Though he denies it when responding to his critics, Wallace alternately confuses and misuses the terms meter and rhythm. Rhythm is not, as Wallace avers, merely the tension between speech stress (what he calls “speech run”) and metrical ictus. Compounded of syntax, diction, lineation, and rhyme, as well as meter (or the metrical tension described above), rhythm is the broadest of categories. That is why no two iambic (or trochaic) poems will have the same rhythm: Pope’s “Rape of the Lock” and Wordworth’s Prelude are both in iambic pentameter, yet their rhythms are entirely different. But Wallace needs to fudge the line between meter and rhythm in order to make his central and most egregious claim: that there is only one meter in English poetry, and it is iambic. All other meters, say trochaic or anapestic or dactylic, “do not exist in English.” They are “sub-meters.” Furthermore, he believes that “iambic and trochaic, anapestic and dactylic rhythms [my emphasis] are mirror image and … indistinguishable from one another as meter.” These meters may be construed as symmetrical, or indistinguishable, on the page and in theory, but the ear easily discerns a trochaic from an iambic.
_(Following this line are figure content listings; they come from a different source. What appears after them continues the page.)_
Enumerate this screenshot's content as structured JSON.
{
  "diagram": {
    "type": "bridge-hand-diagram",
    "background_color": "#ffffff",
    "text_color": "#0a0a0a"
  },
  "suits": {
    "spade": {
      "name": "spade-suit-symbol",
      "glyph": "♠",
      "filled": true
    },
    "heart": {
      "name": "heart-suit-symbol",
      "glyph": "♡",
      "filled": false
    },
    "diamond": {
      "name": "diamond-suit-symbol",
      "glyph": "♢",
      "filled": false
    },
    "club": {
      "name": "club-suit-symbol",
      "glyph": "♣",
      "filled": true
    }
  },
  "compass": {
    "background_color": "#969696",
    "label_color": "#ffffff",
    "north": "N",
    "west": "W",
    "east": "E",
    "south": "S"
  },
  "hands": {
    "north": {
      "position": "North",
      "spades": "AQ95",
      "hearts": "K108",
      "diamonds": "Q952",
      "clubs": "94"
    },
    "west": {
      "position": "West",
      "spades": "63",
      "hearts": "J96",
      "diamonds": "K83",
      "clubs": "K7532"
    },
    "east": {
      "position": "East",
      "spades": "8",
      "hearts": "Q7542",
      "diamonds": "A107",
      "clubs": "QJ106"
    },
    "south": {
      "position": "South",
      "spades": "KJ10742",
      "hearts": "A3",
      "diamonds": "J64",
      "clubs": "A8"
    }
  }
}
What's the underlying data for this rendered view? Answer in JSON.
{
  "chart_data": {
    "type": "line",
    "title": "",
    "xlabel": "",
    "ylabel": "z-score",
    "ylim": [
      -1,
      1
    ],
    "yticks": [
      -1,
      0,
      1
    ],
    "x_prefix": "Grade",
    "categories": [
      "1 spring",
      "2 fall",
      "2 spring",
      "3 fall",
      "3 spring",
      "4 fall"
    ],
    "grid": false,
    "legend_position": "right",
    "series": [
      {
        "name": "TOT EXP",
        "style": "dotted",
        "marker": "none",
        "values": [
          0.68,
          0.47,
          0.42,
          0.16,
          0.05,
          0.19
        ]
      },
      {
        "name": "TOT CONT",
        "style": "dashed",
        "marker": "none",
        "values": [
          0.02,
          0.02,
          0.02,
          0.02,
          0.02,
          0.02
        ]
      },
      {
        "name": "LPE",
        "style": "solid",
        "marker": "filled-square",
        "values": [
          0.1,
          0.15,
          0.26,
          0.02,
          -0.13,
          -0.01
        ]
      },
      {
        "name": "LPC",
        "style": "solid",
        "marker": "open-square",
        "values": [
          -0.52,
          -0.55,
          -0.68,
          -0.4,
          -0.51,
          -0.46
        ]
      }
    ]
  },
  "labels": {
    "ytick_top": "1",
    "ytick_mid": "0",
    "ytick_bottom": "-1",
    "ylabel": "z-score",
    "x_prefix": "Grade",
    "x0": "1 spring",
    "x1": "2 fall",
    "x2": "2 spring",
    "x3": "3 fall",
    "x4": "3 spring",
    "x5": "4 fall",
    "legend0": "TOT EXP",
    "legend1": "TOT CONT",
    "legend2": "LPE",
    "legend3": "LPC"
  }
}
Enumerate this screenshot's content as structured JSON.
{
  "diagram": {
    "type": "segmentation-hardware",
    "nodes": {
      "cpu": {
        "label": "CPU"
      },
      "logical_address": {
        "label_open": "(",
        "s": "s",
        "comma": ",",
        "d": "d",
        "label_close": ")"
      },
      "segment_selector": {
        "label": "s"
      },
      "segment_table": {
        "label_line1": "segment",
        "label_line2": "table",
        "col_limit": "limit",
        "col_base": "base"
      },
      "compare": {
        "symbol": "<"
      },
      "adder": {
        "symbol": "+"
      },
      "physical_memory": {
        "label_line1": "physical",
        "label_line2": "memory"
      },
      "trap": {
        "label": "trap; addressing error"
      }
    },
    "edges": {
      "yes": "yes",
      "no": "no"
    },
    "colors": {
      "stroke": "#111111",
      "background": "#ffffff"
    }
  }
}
Having already decided that all English poetry is iambic, Wallace replaces the notion of meter with the term rhythm in order to discuss those troubling “sub-meters.” Thus, in his scheme Blake’s “Tyger” becomes an iambic poem with a trochaic rhythm. He refuses to listen to the falling meter of the poem:

 

x / x / x / x
Tyger Tyger burning bright
x / x / x / x
in the forest of the night

Because it is permissible to imagine an unstressed syllable at the beginning of these lines, Wallace argues that the poem is iambic tetrameter with a trochaic rhythm. It is not. Anyone with an ear can hear that this is a poem composed of trochees. Again, our prosody must accurately present what we hear when we read a poem, either silently or aloud.

For a corrective to Wallace’s more misguided proclamations, one must turn to the essays by Dana Gioia, John Frederick Nims, Lewis Putnam Turco, and Timothy Steele. Gioia has a strong grasp of prosody’s history; he employs forceful examples of verse, and, unlike Wallace, he doesn’t try to analyze single lines out of context. Nims and Gioia are virtually the only contributors with pleasing prose styles; the rest proceed in a scholarly shuffle. Turco alone substantively addresses the issue of “free verse,” and Steele, in his excellent essay, is the only writer in the book who clearly distinguishes between prescriptive and descriptive prosody, speech stress and metrical ictus.

While others in the collection make useful points too numerous to list here, as a coherent look at its subject, Meter in English fails. On the other hand, it has succeeded in stressing to me just how poorly our poets and teachers understand the complexities of poetic meter.